🤖 AI Summary
This work addresses the vulnerability of existing in-DRAM Rowhammer defense mechanisms, which rely on fixed thresholds and thus fail to adapt to temperature-induced variations in the true Rowhammer threshold (TRHD). To overcome this limitation, we propose the first defense-agnostic runtime dynamic threshold management framework. By integrating a lightweight linear temperature model, a guardband design inspired by VRD principles, and a physical TRHD scaling mechanism, our approach periodically adjusts the activation threshold to track the actual TRHD. The framework seamlessly integrates with mainstream in-DRAM defenses—including SALT-C, PRAC, and TRR—demonstrating significant efficacy: under 85°C, it reduces PRAC’s aging attack count from 72 to zero and eliminates all SALT-C vulnerabilities in boot mode, while incurring no more than 5.1% additional latency overhead.
📝 Abstract
In-DRAM Rowhammer defenses pin the mitigation threshold at manufacture time, yet the true Rowhammer Threshold (TRHD) varies with runtime temperature. We propose \emph{Dynamic Rowhammer Threshold Management}, a defense-agnostic runtime layer that re-sources each defense's threshold from the observed temperature once per epoch via a linear-$T$ model with a VRD-motivated guardband $g$, projecting the result onto SALT-C, PRAC, and TRR through each defense's threshold parameter. A decoupled oracle that scales physical TRHD per-DIMM by $δ\sim \mathrm{N}(1, σ)$ breaks model self-consistency. The layer drives PRAC's 72 staleness breaches at 85$^\circ$C to zero; at $σ{=}0.10$, sweeping $g$ collapses PRAC breaches from 38.4 ($g{=}1.0$) to 9.6 ($g{=}0.9$). SALT-C drops from 10 nominal-static breaches to 2 (Dynamic) to 0 (bootstrap), at $\leq$5.1\% latency. TRR is capacity-limited; the layer acts as a diagnostic.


TASK OBJECTIVE:
Look for the word "variant" in the records, and copy each line where it appears.

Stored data
»»

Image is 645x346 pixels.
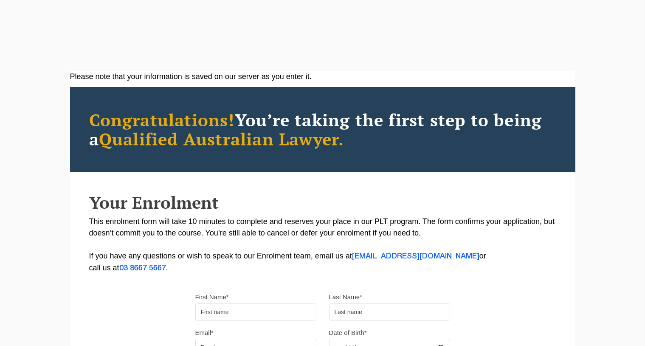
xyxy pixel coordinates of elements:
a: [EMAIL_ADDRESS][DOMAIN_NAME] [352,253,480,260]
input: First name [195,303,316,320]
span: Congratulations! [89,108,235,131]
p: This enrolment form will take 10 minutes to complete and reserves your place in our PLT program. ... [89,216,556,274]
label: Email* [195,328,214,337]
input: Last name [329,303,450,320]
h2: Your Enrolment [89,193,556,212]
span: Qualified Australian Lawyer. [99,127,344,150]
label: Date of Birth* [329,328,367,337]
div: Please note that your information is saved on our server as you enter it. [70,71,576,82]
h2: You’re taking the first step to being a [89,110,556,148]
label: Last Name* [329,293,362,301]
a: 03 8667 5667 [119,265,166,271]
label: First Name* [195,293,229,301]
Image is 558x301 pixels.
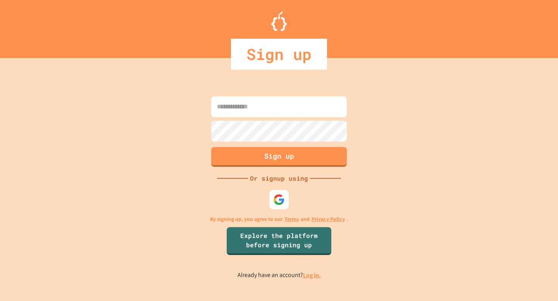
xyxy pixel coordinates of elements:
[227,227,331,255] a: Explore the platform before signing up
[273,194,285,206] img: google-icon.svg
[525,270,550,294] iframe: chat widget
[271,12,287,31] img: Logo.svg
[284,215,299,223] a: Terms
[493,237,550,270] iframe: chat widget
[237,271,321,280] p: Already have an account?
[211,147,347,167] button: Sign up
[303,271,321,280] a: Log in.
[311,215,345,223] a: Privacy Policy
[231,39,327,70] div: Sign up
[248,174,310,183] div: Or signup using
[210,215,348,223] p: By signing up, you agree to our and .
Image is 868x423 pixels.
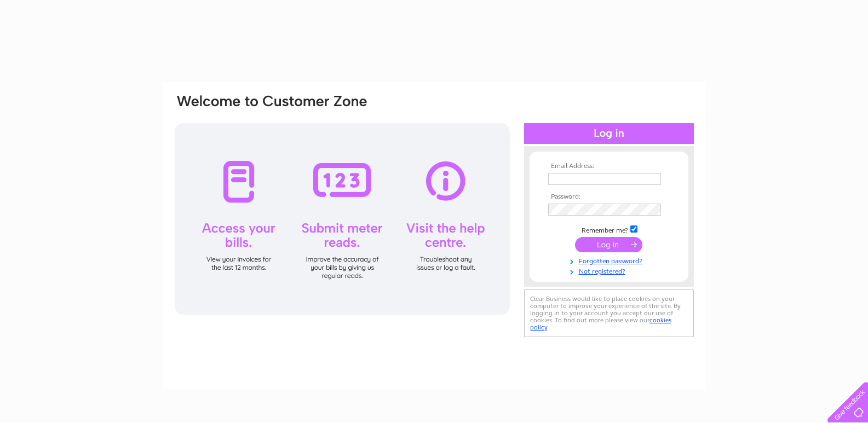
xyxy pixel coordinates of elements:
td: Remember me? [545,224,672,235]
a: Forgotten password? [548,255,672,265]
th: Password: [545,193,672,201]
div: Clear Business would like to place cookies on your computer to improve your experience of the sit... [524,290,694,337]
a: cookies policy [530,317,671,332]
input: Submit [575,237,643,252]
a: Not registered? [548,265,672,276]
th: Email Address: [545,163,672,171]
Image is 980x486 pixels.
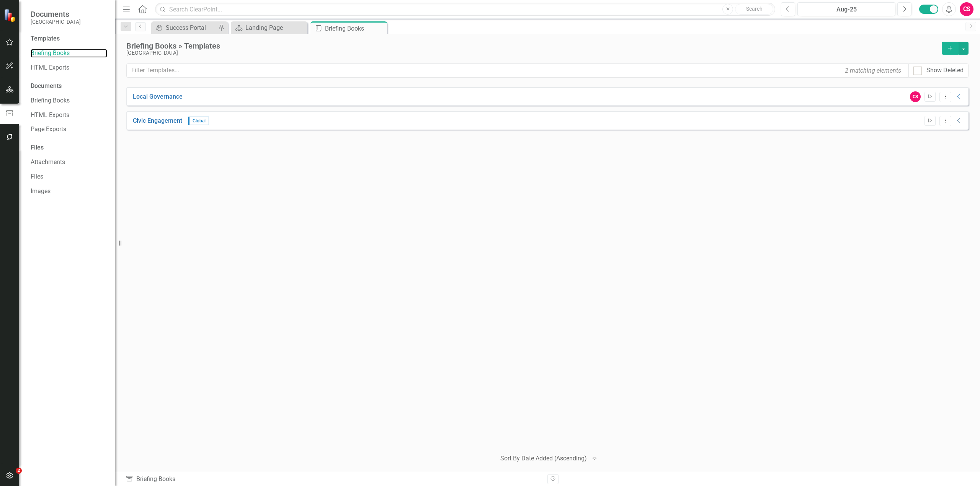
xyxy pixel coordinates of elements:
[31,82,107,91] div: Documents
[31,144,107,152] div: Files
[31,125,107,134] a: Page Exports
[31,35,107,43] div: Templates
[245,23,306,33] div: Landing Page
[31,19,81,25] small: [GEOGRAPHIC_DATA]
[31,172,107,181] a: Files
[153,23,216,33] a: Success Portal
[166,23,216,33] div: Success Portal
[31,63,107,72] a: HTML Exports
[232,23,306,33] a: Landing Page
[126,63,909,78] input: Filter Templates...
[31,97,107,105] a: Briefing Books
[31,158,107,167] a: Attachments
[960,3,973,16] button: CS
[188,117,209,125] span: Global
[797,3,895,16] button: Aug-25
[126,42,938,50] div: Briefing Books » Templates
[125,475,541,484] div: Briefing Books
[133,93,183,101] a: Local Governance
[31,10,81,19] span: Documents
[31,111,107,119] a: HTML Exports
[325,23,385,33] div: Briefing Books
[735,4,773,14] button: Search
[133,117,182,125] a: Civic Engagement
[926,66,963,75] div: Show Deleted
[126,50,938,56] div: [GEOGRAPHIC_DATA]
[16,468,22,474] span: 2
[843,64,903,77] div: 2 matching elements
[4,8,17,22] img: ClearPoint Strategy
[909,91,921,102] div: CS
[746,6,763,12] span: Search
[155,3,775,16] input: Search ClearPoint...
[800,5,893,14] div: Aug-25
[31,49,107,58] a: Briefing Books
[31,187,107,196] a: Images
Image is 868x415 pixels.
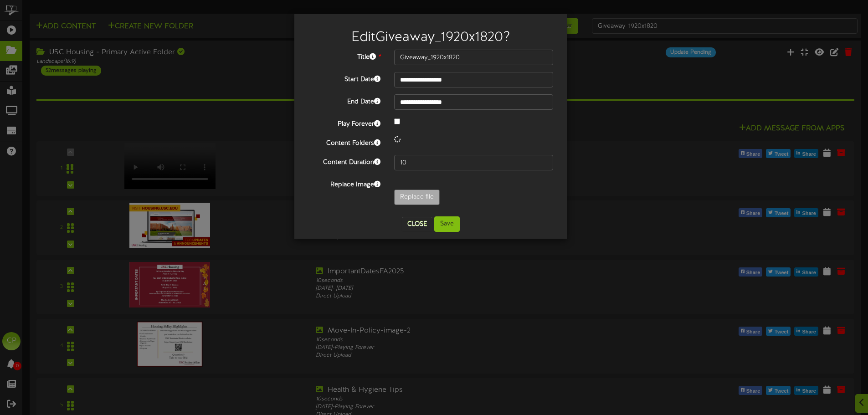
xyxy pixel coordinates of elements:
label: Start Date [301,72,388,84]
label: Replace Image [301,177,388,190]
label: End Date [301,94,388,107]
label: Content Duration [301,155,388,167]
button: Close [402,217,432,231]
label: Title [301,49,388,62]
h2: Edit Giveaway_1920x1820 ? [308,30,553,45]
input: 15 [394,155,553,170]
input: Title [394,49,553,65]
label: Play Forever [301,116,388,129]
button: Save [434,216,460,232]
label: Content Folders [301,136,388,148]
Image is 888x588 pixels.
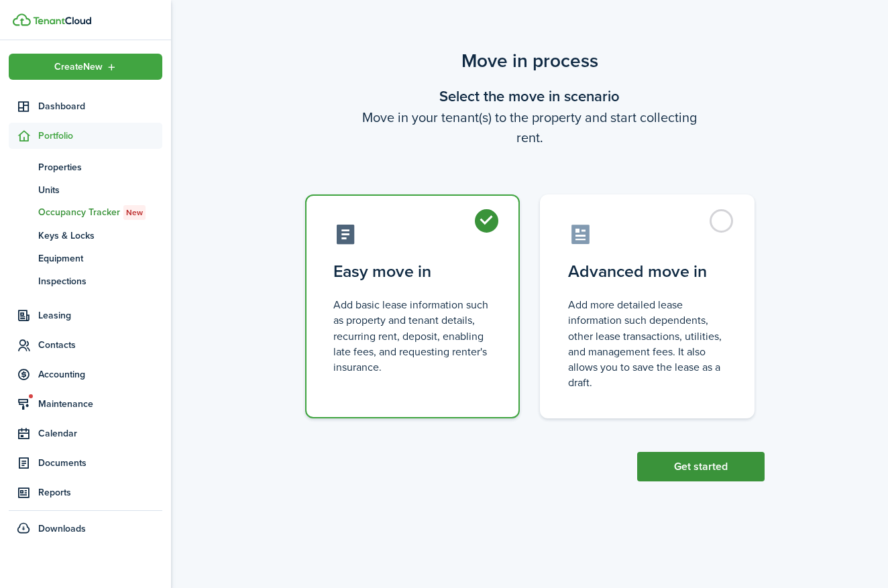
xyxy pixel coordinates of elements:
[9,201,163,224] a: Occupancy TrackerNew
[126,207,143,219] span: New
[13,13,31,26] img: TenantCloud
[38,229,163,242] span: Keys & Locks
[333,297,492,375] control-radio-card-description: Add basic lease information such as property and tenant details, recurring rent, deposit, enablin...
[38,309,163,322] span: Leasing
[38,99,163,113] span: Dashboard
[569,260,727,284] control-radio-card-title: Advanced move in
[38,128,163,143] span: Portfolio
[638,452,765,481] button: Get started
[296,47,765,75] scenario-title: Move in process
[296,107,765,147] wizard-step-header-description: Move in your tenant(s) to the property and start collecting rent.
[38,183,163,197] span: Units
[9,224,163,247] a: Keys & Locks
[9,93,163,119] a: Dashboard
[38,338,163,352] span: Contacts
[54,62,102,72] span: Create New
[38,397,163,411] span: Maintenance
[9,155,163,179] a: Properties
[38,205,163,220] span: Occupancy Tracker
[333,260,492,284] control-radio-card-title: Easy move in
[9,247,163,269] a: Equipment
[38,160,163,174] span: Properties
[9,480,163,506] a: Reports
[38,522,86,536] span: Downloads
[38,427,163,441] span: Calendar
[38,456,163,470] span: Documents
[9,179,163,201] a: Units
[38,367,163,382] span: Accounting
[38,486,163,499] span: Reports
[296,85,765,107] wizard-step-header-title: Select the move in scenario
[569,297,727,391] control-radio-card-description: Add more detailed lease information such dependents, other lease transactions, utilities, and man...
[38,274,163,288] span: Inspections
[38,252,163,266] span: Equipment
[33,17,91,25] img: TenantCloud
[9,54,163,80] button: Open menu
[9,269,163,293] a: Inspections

««
»»

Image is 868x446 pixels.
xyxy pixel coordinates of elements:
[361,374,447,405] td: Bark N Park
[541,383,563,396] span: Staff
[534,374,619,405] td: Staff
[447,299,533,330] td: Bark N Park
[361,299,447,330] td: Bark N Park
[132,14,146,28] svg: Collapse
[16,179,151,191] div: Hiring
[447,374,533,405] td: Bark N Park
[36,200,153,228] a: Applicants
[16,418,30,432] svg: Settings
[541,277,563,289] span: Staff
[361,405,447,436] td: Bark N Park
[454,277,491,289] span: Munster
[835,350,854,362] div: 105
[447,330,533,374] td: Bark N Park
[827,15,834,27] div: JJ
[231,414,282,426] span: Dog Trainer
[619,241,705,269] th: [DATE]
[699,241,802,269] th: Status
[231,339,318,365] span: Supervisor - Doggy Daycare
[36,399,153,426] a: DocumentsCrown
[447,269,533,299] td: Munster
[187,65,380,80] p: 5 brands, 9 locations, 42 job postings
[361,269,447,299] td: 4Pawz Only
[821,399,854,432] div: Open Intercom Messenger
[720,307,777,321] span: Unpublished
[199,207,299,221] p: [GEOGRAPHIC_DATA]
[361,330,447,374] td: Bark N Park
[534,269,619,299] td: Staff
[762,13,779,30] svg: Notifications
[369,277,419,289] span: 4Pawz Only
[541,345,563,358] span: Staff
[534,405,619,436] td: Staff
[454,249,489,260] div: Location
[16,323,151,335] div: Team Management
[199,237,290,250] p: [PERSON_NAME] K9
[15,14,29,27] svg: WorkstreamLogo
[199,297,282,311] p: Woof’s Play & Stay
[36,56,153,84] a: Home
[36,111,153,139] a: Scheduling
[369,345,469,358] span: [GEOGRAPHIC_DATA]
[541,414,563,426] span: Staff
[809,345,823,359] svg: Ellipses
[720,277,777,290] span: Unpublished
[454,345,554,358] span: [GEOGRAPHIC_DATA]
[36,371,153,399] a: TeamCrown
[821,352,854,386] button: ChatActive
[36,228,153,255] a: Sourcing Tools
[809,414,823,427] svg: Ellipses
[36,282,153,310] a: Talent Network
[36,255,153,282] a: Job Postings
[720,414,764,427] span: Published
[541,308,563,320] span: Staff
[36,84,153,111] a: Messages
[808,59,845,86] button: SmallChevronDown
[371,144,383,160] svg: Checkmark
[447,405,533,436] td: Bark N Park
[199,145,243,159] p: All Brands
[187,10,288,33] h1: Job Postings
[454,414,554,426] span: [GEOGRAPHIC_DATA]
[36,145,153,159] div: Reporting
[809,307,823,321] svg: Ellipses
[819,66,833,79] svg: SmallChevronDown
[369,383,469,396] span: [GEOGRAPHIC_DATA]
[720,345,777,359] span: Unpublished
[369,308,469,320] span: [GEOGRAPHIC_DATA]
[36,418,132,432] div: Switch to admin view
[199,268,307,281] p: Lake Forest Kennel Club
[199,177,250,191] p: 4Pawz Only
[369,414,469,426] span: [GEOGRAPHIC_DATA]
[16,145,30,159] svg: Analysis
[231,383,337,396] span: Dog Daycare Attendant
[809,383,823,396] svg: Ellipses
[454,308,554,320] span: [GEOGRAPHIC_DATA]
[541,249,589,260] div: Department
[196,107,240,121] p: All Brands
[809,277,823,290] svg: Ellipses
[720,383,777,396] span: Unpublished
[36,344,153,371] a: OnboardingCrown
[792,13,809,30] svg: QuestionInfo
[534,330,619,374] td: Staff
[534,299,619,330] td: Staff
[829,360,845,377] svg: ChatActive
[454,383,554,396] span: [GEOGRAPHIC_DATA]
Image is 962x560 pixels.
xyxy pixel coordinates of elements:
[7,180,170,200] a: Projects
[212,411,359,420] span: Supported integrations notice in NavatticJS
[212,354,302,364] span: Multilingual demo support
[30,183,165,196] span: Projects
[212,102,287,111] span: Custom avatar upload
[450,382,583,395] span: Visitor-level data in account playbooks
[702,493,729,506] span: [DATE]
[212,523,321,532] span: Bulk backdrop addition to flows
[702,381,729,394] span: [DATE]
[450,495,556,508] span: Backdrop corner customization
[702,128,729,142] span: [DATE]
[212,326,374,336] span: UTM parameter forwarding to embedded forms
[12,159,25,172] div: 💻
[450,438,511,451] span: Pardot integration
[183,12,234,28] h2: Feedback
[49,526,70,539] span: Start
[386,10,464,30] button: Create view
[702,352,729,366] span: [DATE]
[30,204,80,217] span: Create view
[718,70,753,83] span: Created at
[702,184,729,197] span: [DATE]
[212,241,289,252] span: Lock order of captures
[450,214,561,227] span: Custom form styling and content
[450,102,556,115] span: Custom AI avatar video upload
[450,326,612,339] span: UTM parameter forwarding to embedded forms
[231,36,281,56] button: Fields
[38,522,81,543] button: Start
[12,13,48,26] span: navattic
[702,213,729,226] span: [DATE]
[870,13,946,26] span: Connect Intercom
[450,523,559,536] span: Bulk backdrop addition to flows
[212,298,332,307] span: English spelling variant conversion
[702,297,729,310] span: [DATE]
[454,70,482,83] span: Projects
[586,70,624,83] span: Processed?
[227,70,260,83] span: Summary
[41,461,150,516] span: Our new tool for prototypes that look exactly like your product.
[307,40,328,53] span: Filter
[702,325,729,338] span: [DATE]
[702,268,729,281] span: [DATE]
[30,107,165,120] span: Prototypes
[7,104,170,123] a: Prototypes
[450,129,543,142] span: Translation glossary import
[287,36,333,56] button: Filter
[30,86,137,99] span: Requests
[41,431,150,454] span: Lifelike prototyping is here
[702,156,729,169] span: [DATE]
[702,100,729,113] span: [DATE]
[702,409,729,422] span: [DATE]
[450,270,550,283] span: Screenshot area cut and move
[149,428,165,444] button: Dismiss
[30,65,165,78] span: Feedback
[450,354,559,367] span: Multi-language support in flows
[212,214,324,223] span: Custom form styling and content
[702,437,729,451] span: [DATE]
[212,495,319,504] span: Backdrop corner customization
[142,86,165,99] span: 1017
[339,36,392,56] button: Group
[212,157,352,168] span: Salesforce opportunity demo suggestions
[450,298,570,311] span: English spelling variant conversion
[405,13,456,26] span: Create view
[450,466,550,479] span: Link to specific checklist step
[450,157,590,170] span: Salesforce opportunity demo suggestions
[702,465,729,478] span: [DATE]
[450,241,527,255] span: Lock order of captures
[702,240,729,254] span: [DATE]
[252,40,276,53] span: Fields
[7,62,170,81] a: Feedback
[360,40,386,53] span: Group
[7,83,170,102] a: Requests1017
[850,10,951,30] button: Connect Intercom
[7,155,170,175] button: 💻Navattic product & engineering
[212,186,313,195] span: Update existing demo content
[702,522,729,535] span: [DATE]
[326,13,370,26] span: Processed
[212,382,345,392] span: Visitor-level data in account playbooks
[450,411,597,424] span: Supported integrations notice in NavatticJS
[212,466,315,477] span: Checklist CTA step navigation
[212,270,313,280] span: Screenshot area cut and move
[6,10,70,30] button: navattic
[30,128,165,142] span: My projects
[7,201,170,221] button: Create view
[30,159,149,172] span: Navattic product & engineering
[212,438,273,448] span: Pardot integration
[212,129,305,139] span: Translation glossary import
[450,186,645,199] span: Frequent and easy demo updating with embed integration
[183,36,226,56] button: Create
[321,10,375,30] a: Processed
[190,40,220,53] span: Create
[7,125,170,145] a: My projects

««

WRITTEN ANSWER:
[212,298,332,307] span: English spelling variant conversion
[450,298,570,311] span: English spelling variant conversion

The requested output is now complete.